The Spectacular Now
This indie coming-of-age drama strikes the right note but c
Hollywood loves making movies about high school students, with hopes of attracting young audiences to the theaters. But most follow a predictable formula, separating the beautiful cool kids from the nerds (who also happen to be beautiful, once they take off their glasses). High school students who look like they’re in their 20s and 30s learn their lesson by the ending credits: The jock misjudged the nerd and now they’re in love. Even minor characters find significant others.
But anyone who has ever stepped into a high school knows it was never that simple. The Spectacular Now, a new independent film playing in limited release, tries to bottle all those teenage feelings of excitement, confusion, and uncertainty into 100 minutes of authenticity. This complexity makes the film believable, but leaves the viewer, like many teenagers, without any concrete hope outside of trite expectations of what it means to grow up.
In the film, Sutter (Miles Teller), a well-liked senior who believes in living in the moment, wakes up after an all-night bender in the front yard of classmate Aimee Finicky (Shailene Woodley). She doesn’t party, reads science-fiction, and has never had a boyfriend. A romance buds between the unlikely pair, and they start to learn from each other.
While this sounds like the set-up of every typical high school drama, the similarities end there. Teller and Woodley actually look and sound like students at a local high school, and their personalities are more complex than the one-dimensional Hollywood stereotypes. While Sutter can charm any girl or any teacher, it’s a front to keep him from taking anything—including his actions and his future—seriously. Like the current YOLO (you only live once) generation, he’s numbing the pain of an absent father with alcohol, enjoying his spot as king of the high school world, and trying to delay an uncertain future.
Aimee, on the other hand, is thinking beyond graduation to college and her career. But rather than influencing her boyfriend, she’s naively devoted to him. He’s the one influencing her, often negatively.

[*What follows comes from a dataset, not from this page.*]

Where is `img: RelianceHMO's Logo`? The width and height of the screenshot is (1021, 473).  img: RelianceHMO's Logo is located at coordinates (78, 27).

In one scene, the pair visits Sutter’s estranged father, played by Kyle Chandler, who embodies Sutter’s life philosophy of living for the moment. Suddenly Sutter sees where he could one day end up—living alone, drinking and carousing at the bar, all the while abandoning his family in his quest to savor the moment. Like many adolescents growing up in broken homes, the lack of parental role models makes Sutter’s transition from boy to man even harder, especially given the unhappy adults around him.
The Spectacular Now, rated R for an extended bedroom scene, feels genuine in its portrayal of adolescence thanks to stellar performances by Teller and Woodley, who are natural fits for their roles. It brings to life both the happy moments and the difficulties in transitioning out of high school. Yet for those seeking closure, the film rings hollow: While Sutter’s crutches eventually are stripped away, forcing him to face the reality of his situation, many of his issues remain unresolved as the film draws to a close.
Walking out of the theater, I couldn’t help but wonder: Can anything short of the gospel change someone’s mindset on the purpose of life, the necessity of growing up, and the power to give up the spectacular now for the even infinitely more spectacular eternity?